A practical guide to philanthropy at all levels of giving that seeks to educate and inspire A majority of American households give to charity in some form or another--from local donations to food banks, religious organizations, or schools, to contributions to prevent disease or protect basic freedoms. Whether you're in a position to give $1 or $1 million, every giver needs to answer the same question: How do I channel my giving effectively to make the greatest difference? In Giving Done Right, Phil Buchanan, the president of the Center for Effective Philanthropy, arms donors with what it takes to do more good more quickly and to avoid predictable errors that lead too many astray. This crucial book will reveal the secrets and lessons learned from some of the biggest givers, from the work of software entrepreneur Tim Gill and his foundation to expand rights for LGBTQ people to the efforts of a midwestern entrepreneur whose faith told him he must do something about childhood slavery in Ghana.
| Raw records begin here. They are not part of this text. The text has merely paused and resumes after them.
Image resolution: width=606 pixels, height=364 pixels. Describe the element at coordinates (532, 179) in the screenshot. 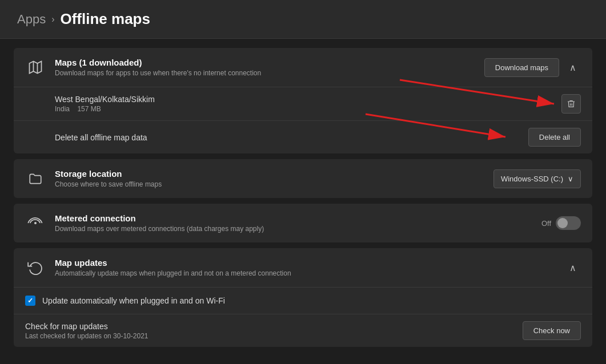

I see `storage-dropdown-label: Windows-SSD (C:)` at that location.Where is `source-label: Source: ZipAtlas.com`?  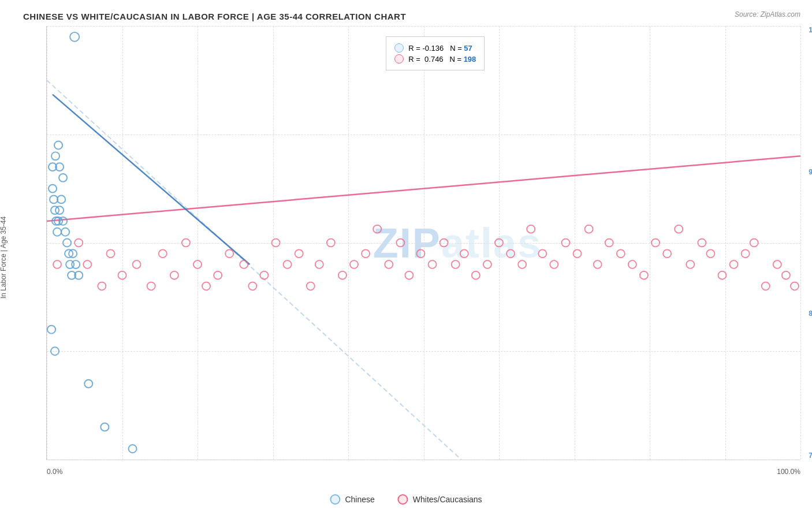 source-label: Source: ZipAtlas.com is located at coordinates (768, 14). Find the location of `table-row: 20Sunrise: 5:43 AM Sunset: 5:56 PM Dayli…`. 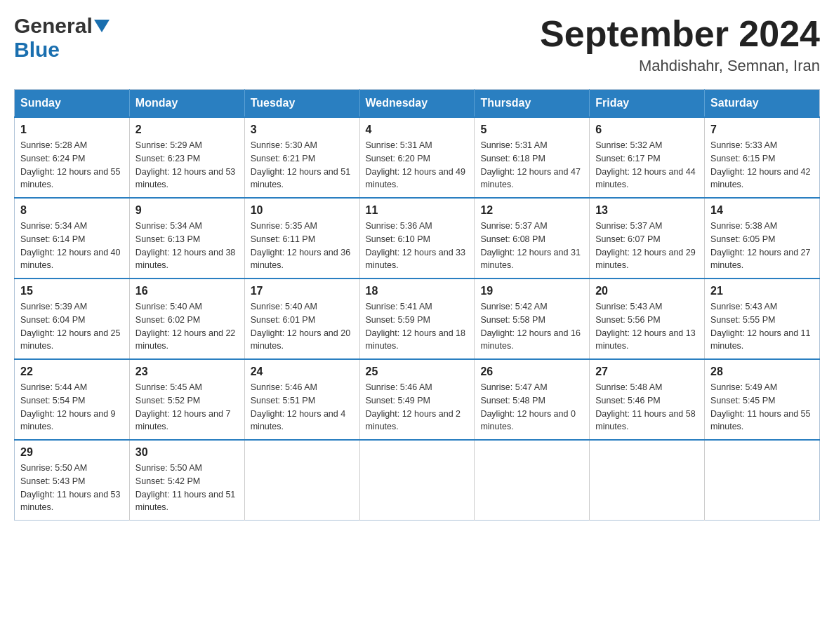

table-row: 20Sunrise: 5:43 AM Sunset: 5:56 PM Dayli… is located at coordinates (647, 318).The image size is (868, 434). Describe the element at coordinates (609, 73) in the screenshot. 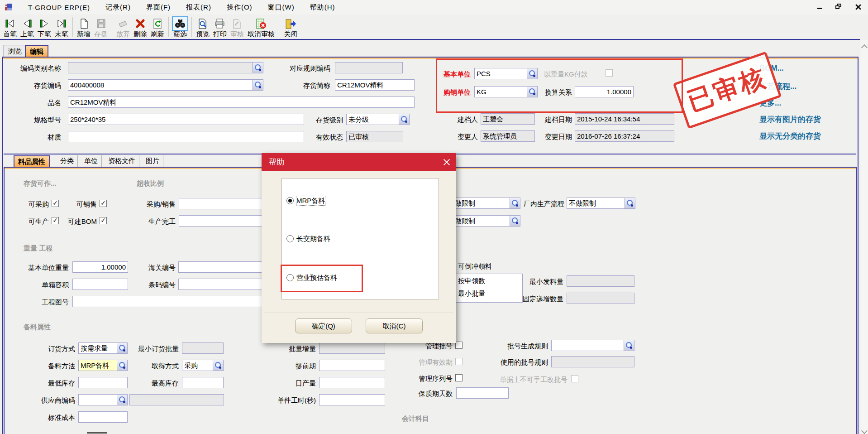

I see `pay-by-weight-checkbox` at that location.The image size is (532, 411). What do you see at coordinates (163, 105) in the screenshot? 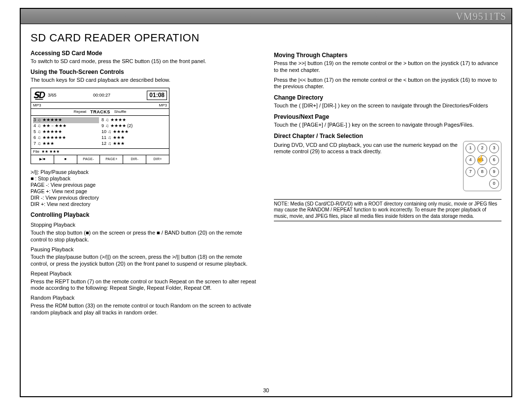
I see `format-right: MP3` at bounding box center [163, 105]. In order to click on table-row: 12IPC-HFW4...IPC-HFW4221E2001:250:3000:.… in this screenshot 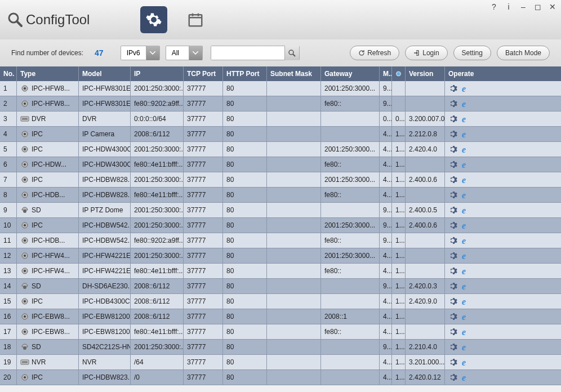, I will do `click(280, 256)`.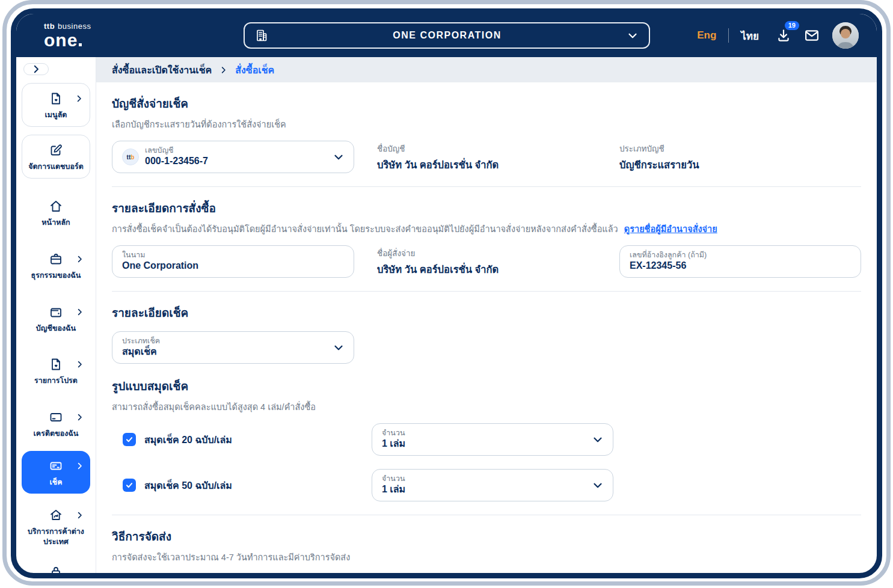 This screenshot has height=588, width=893. What do you see at coordinates (740, 262) in the screenshot?
I see `customer-ref-input: เลขที่อ้างอิงลูกค้า (ถ้ามี) EX-12345-56` at bounding box center [740, 262].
It busts commonly held myths and challenging the idea that "business thinking" holds the answer to effective philanthropy. And it offers the intellectual frameworks, data-driven insights, tools, and practical examples to allow readers to understand exactly what it takes to make a difference.
Newly illustrated and available for the first time in years, a haunting novella from the uncannily imaginative author of the national bestsellers Swamplandia! and Orange World: the story of a deadly insomnia epidemic and the lengths one woman will go to to fight it. Trish Edgewater is the Slumber Corps' top recruiter. On the phone, at a specially organized Sleep Drive, even in a supermarket parking lot: Trish can get even the most reluctant healthy dreamer to donate sleep to an insomniac in crisis--one of hundreds of thousands of people who have totally lost the ability to sleep. Trish cries, she shakes, she shows potential donors a picture of her deceased sister, Dori: one of the first victims of the lethal insomnia plague that has swept the globe. Run by the wealthy and enigmatic Storch brothers, the Slumber Corps is at the forefront of the fight against this deadly new disease. But when Trish is confronted by "Baby A," the first universal sleep donor, and the mysterious "Donor Y," whose horrific infectious nightmares are threatening to sweep through the precious sleep supply, her faith in the organization and in her own motives begins to falter. Fully illustrated with dreamy evocations of Russell's singular imagination and featuring a brand-new "Nightmare Appendix," Sleep Donation will keep readers up long into the night and long after haunt their dreams.